Watson doesn’t remember exactly what he said to Janee’, but she does. She even recalls that it was a gloomy day and the meet had been postponed a few times because of storms.
“He said in so many words, ‘Your dad is looking down on you and is so proud of you, and I am too. Go throw,’” she said. “In that moment, I felt the clouds clear and the sun come out. I threw a PR and that was my first ticket punched to the NCAAs.”
Janet said Watson’s actions that day further solidified her admiration for him.
“I love Greg to death,” she said. “Because he’s not just a coach to Janee’. He’s like a big brother, like a father figure.”
Janee’, whom Janet describes as a very strong and humble woman, freely admits that she would not still be throwing the hammer if Watson was not her coach.
He was the one who sat her down near the end of her senior season at Kansas State and explained to her the commitment it would take for her to compete at the next level.
“He just told me, ‘I’m not going to tell you to do it. You have to decide because it’s not for everybody,’” she said.
Watson then explained to Janee’ that committing herself to the hammer would change her life. She would have to figure out where she was going to train and how she was going to train. She would probably also have to have a job.
He ended his talk by saying there would be no definite end goal, like there had been in college with the NCAA Championships. She would just have to want to throw far and she would have to want to do it on her own without the benefit of training in a university setting with teammates.
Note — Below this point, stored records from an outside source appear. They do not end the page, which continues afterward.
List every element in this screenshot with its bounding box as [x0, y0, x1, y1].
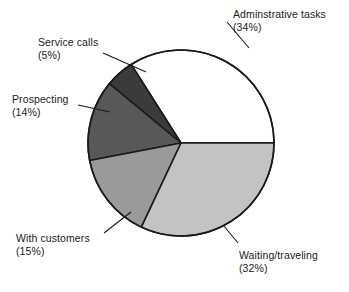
leader-line-customers — [104, 212, 131, 233]
slice-label-name: With customers — [16, 232, 90, 245]
slice-label-percent: (14%) — [12, 106, 69, 119]
slice-label-with-customers: With customers (15%) — [16, 232, 90, 258]
leader-line-waiting — [224, 226, 238, 243]
pie-chart: Adminstrative tasks (34%) Service calls … — [0, 0, 349, 292]
slice-label-waiting-traveling: Waiting/traveling (32%) — [239, 249, 318, 275]
slice-label-prospecting: Prospecting (14%) — [12, 93, 69, 119]
slice-label-percent: (34%) — [233, 21, 326, 34]
slice-label-percent: (5%) — [38, 49, 98, 62]
slice-label-percent: (32%) — [239, 262, 318, 275]
slice-label-name: Service calls — [38, 36, 98, 49]
slice-label-name: Prospecting — [12, 93, 69, 106]
pie-slices — [88, 50, 274, 236]
slice-label-name: Adminstrative tasks — [233, 8, 326, 21]
slice-label-service-calls: Service calls (5%) — [38, 36, 98, 62]
slice-label-adminstrative-tasks: Adminstrative tasks (34%) — [233, 8, 326, 34]
slice-label-percent: (15%) — [16, 245, 90, 258]
slice-label-name: Waiting/traveling — [239, 249, 318, 262]
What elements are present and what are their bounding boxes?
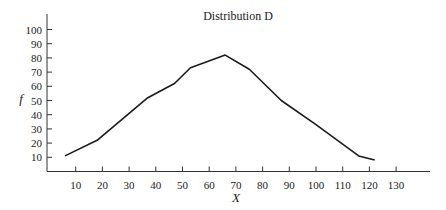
y-tick-label: 10 [31,151,43,163]
y-tick-label: 70 [31,66,43,78]
x-tick-label: 130 [388,179,405,191]
y-tick-label: 20 [31,137,43,149]
line-chart: Distribution D 1020304050607080901001101… [0,0,446,210]
y-tick-label: 50 [31,95,43,107]
data-line [65,55,375,160]
ticks: 1020304050607080901001101201301020304050… [26,24,405,191]
y-tick-label: 30 [31,123,43,135]
x-tick-label: 60 [204,179,216,191]
x-tick-label: 120 [361,179,378,191]
x-tick-label: 110 [335,179,352,191]
x-tick-label: 70 [230,179,242,191]
x-tick-label: 50 [177,179,189,191]
axes [47,14,430,172]
x-axis-label: X [231,190,241,205]
x-tick-label: 30 [124,179,136,191]
chart-title: Distribution D [203,9,273,23]
x-tick-label: 80 [257,179,269,191]
x-tick-label: 10 [70,179,82,191]
y-tick-label: 80 [31,52,43,64]
y-tick-label: 100 [26,24,43,36]
y-tick-label: 90 [31,38,43,50]
x-tick-label: 90 [284,179,296,191]
x-tick-label: 40 [150,179,162,191]
y-tick-label: 60 [31,80,43,92]
y-axis-label: f [19,91,25,106]
x-tick-label: 20 [97,179,109,191]
y-tick-label: 40 [31,109,43,121]
x-tick-label: 100 [308,179,325,191]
Janee’ gave some deep thought to what Watson had said and eventually decided to continue throwing under his tutelage.
Shortly after that, he took an assistant coaching position at LSU.
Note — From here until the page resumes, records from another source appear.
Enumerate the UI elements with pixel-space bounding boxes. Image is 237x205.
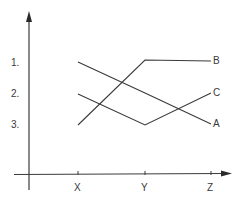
y-axis [26, 11, 32, 190]
series-label-a: A [213, 118, 220, 129]
y-label-2: 2. [11, 88, 19, 99]
x-axis-arrow-icon [221, 171, 232, 177]
series-label-b: B [213, 55, 220, 66]
series-lines [78, 60, 211, 125]
y-label-3: 3. [11, 119, 19, 130]
x-axis [14, 171, 232, 177]
series-line-a [78, 62, 211, 124]
y-labels: 1. 2. 3. [11, 57, 19, 130]
x-label-z: Z [207, 182, 213, 193]
y-label-1: 1. [11, 57, 19, 68]
series-label-c: C [213, 87, 220, 98]
x-label-x: X [74, 182, 81, 193]
x-labels: X Y Z [74, 182, 213, 193]
x-label-y: Y [141, 182, 148, 193]
y-axis-arrow-icon [26, 11, 32, 22]
rank-line-diagram: 1. 2. 3. X Y Z B C A [0, 0, 237, 205]
series-line-c [78, 93, 211, 125]
series-end-labels: B C A [213, 55, 220, 129]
Although coaching her from long distance wasn’t ideal, she added nearly five meters to her personal best during the 2019 season and placed fifth in the USA Track & Field Outdoor Championships.
She eventually moved to Baton Rouge, so she could train in person with Watson at LSU, only to have the COVID-19 pandemic hit in March of 2020.
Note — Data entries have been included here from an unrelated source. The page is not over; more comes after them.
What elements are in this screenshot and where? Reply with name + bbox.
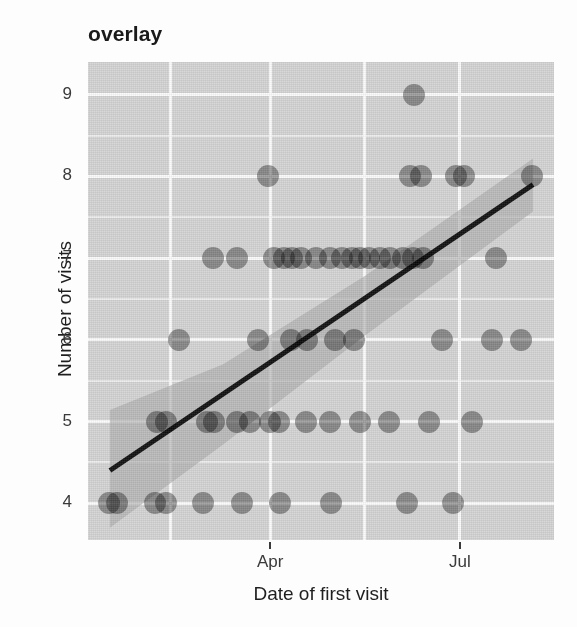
data-point [320,492,342,514]
x-axis-title: Date of first visit [88,583,554,605]
chart-title: overlay [88,22,162,46]
gridline-y-major [88,93,554,96]
chart-figure: overlay Number of visits Date of first v… [0,0,577,627]
data-point [202,247,224,269]
gridline-y-minor [88,380,554,382]
y-tick-label: 7 [38,247,72,267]
data-point [106,492,128,514]
data-point [442,492,464,514]
data-point [396,492,418,514]
data-point [453,165,475,187]
data-point [257,165,279,187]
gridline-y-minor [88,216,554,218]
data-point [231,492,253,514]
y-axis-title: Number of visits [54,179,76,439]
data-point [155,492,177,514]
data-point [247,329,269,351]
gridline-x-major [363,62,366,540]
data-point [461,411,483,433]
data-point [296,329,318,351]
y-tick-label: 9 [38,84,72,104]
gridline-y-minor [88,298,554,300]
data-point [349,411,371,433]
plot-panel [88,62,554,540]
data-point [239,411,261,433]
x-tick-label: Jul [430,552,490,572]
data-point [319,411,341,433]
data-point [155,411,177,433]
data-point [295,411,317,433]
data-point [226,247,248,269]
gridline-x-major [458,62,461,540]
data-point [485,247,507,269]
data-point [412,247,434,269]
data-point [521,165,543,187]
y-tick-label: 4 [38,492,72,512]
data-point [343,329,365,351]
data-point [418,411,440,433]
data-point [378,411,400,433]
x-tick-mark [459,542,461,549]
data-point [481,329,503,351]
x-tick-label: Apr [240,552,300,572]
data-point [431,329,453,351]
gridline-y-major [88,175,554,178]
data-point [269,492,291,514]
y-tick-label: 8 [38,165,72,185]
gridline-y-minor [88,461,554,463]
y-tick-label: 5 [38,411,72,431]
data-point [168,329,190,351]
data-point [203,411,225,433]
data-point [192,492,214,514]
data-point [268,411,290,433]
data-point [410,165,432,187]
x-tick-mark [269,542,271,549]
gridline-x-major [269,62,272,540]
data-point [403,84,425,106]
gridline-x-major [169,62,172,540]
gridline-y-minor [88,135,554,137]
data-point [510,329,532,351]
y-tick-label: 6 [38,329,72,349]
After spending much of that year training at home in Missouri, Kassanavoid was scheduled to throw in a meet in the Netherlands in September, but she never got on a plane due to various restrictions regarding international travel.
As a consolation prize, Watson instructed her to simulate a meet and take six throws. He does not remember what she threw, but does recall that almost all of her throws were further than the winning mark in the meet.
Watson returned to Kansas State last summer, and Kassanavoid is enjoying training once again at her alma mater where she earned bachelor’s degrees in Health and Nutrition in 2018 and in Dietetics in 2020.
“I’ve always dedicated the time and the energy and the hours to this,” she said about throwing the hammer. “But I don’t think I’ve ever really appreciated my personal passion and success towards it until I’ve seen the results and knowing that I got a late start in this event and am super young in it.
“What I love and have a fire and passion towards is being an athlete and challenging myself. It’s like a personal intrinsic motivation because other than my coach and me, no one knows what I do or understands what I do…So I’m just super, super proud of myself and that is what keeps me going.”